My family does not go anywhere quietly. Tree’s steps thunder as if we’re walking with a crowd of one hundred rather than nine. Hawk squabbles with Unu and Du, who keep rubbing her feathers against the grain. Venera and I walk, arms linked and chatting about the yogurt face masks we might try tonight. The paths of Gomorrah are narrow and winding, sometimes only wide enough between tents for a single person to slip through. But we don’t care about stopping traffic. The residents let me pass because I’m the proprietor’s daughter, an association that brings me an uncomfortable amount of notoriety and weighty expectations. The visitors nearly lunge out of our way after one look at Unu and Du’s heads, Crown’s curling yellow scalp of nails or Tree.

We approach our favorite vendor of licorice-dipped cherries—Gomorrah’s signature treat—and Unu and Du steer us aside.

“How many bags am I buying?” I ask.

Each of them shouts how many they want.

“I’m not buying fourteen bags.” I hold up my flimsy coin purse. “You guys are milking me dry.”

Crown fishes in his pocket for change before Du stops him. “You can’t help her.
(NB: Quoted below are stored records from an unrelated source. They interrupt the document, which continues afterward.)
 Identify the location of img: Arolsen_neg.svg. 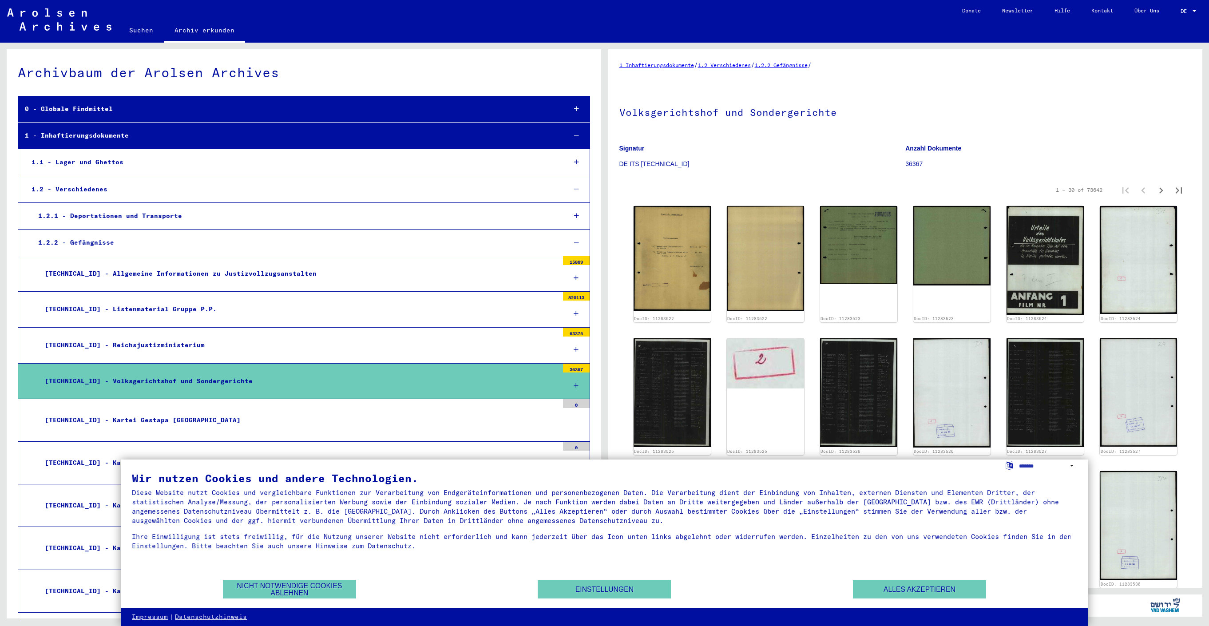
(59, 20). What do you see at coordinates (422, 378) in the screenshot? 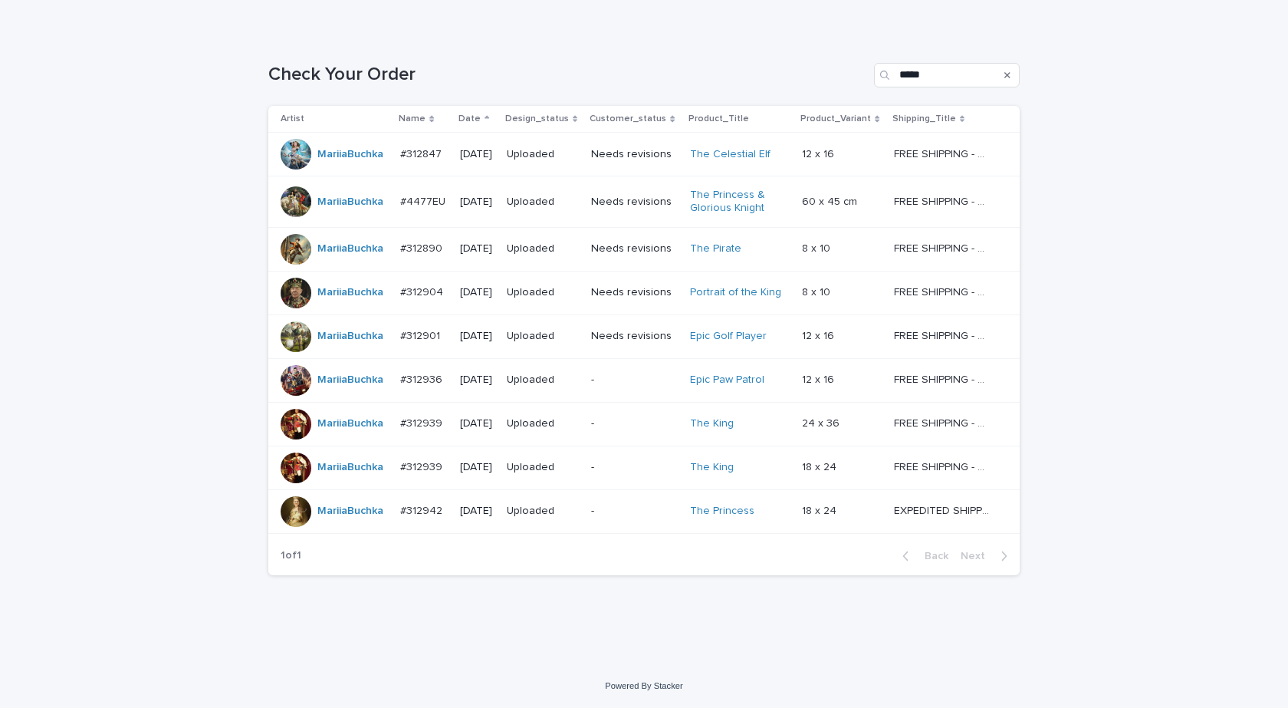
I see `p: #312936` at bounding box center [422, 378].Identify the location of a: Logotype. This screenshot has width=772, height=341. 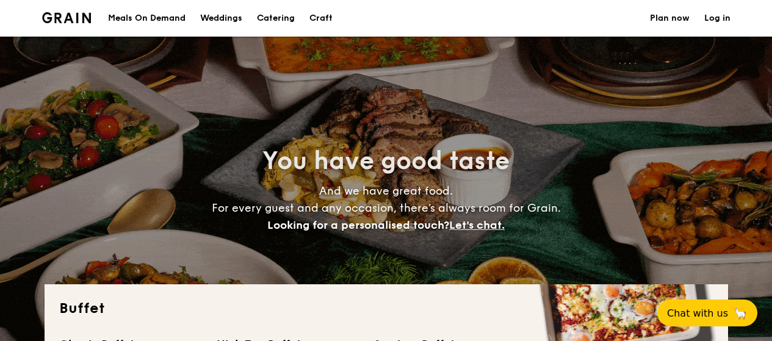
(66, 18).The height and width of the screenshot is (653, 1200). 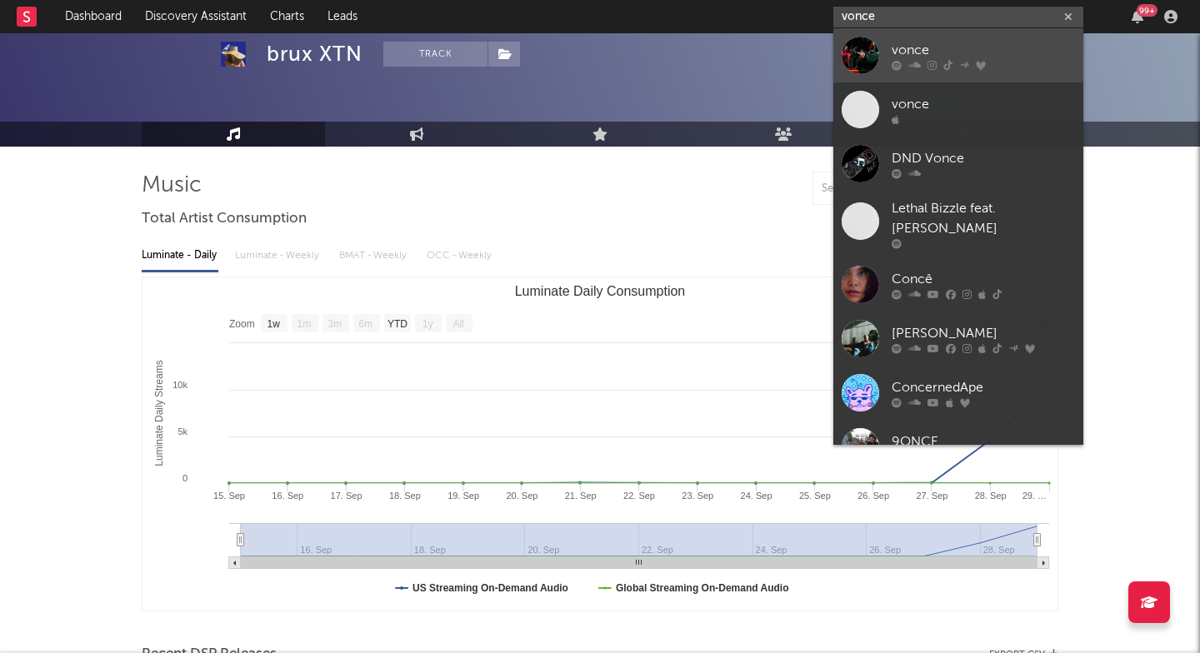 What do you see at coordinates (1146, 10) in the screenshot?
I see `div: 99 +` at bounding box center [1146, 10].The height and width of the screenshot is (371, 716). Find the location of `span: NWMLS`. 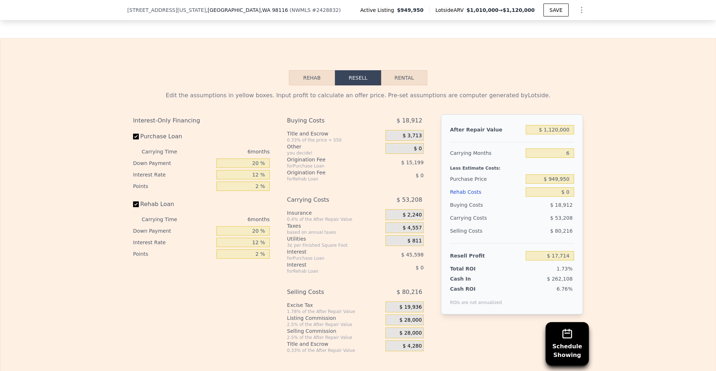

span: NWMLS is located at coordinates (301, 10).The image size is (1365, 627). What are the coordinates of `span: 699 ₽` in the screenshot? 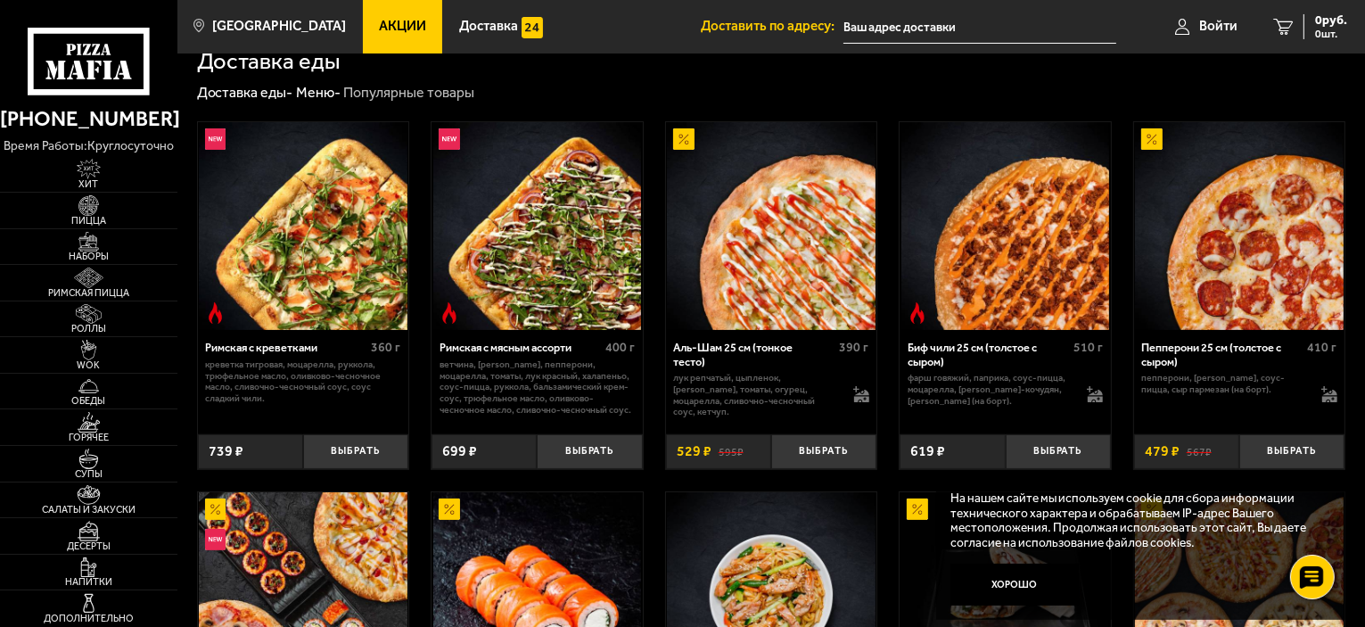 It's located at (459, 451).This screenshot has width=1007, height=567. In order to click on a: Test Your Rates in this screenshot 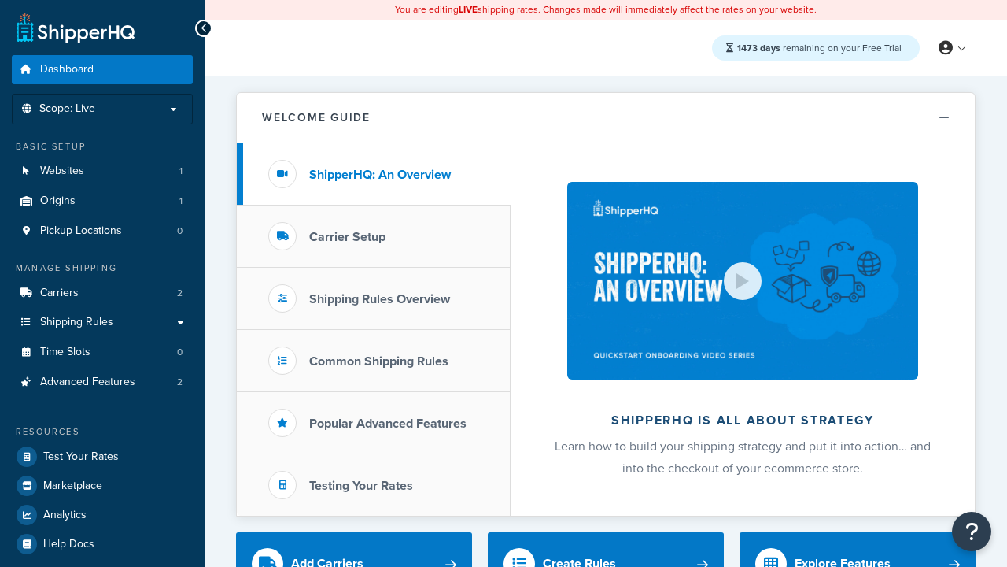, I will do `click(102, 456)`.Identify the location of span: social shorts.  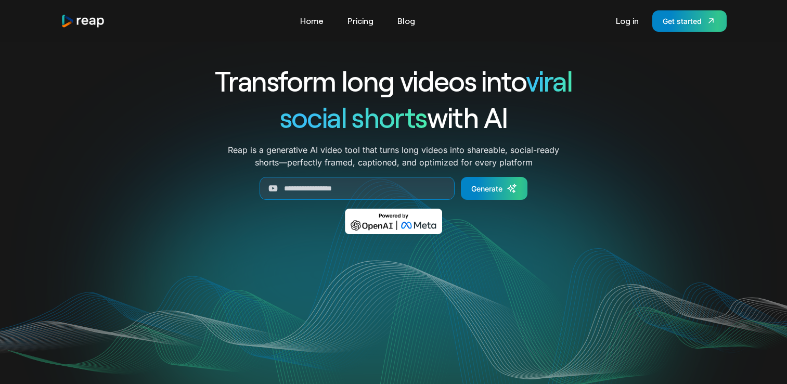
(353, 117).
She lost. Rules are rules.”

Lucky coins is a sacred game in my family.

I curse under my breath and thrust my entire savings—one week’s worth, since I can’t save anything more than a few days—into the vendor’s hands. His eyes light up as he hands us a full quarter of his stock.

Afterward, with our teeth sticky from black licorice and our lips stained red from cherry juice, we head toward the Menagerie singing one of Gomorrah’s folk songs.

Wicked, wicked to the core. The city will burn forevermore.

Or mostly singing. Unu and Du shriek to drown out Hawk, who, as always, is trying to show off her vocal range and make everyone else sound bad.

The Menagerie’s spires tower into the smoke that covers the Festival like an endless expanse of storm clouds. Its tent is so black it appears like a hole, seeping the color away from its surroundings. Pink, red and violet streamers—Gomorrah’s colors—ripple in the breeze at its peak.

The line outside snakes around the tent, and we grab a place at the end. Because the Menagerie is such a popular attraction, stands for kettle corn, palm readers and charms salesmen clutter its perimeter.

“Care for some coins?” a man asks Hawk. He bites the coin, and his teeth clack against the bronze. She turns her back to him, a pro at dealing with persistent vendors, but he continues, “Solid. Good quality. I have the Handmaiden, the Red Jester, the Harbinger—”

“We have enough coins,” Nicoleta tells him. We all know the coins sold in this part of the Festival attract more tourists than actual players. The gambling neighborhood sells the characters of real and rare value.

Perhaps it is the stern edge in Nicoleta’s voice, or perhaps the vendor knows a lost cause when he sees one, but he doesn’t pester us again, even though we remain next to his stand for several more minutes. He moves on to the Up-Mountain patrons behind us, who marvel at the thin coins and ask the vendor how to play.

“It’s your face,” Hawk tells Nicoleta. “He can see the lack of fun and warmth in your eyes.”

“I resent that,” she says.

Unu and Du tug on the sleeve of my night cloak. “Will you buy us some spiced wine?” Du whispers eagerly, his hazel eyes sparkling in the white torchlight. Unu, on the other hand, stares at their feet.

“You’re eleven,” I say.

“That’s an arbitrary number you made up.”

“Arbitrary is a big word for you.”

Du gives me one of his classic Du expressions. He leans his head back and scrunches his entire face together like he’s eaten a whole mouthful of sour-cherry drops. He uses this to feign being insulted.

Normally, I might say yes, but the spiced wine in this area of Gomorrah is highly potent—meant to get guests drunk and happy to spend. “Sorry, kiddo.” I pinch his cheek. “I’m too responsible a sister for that.”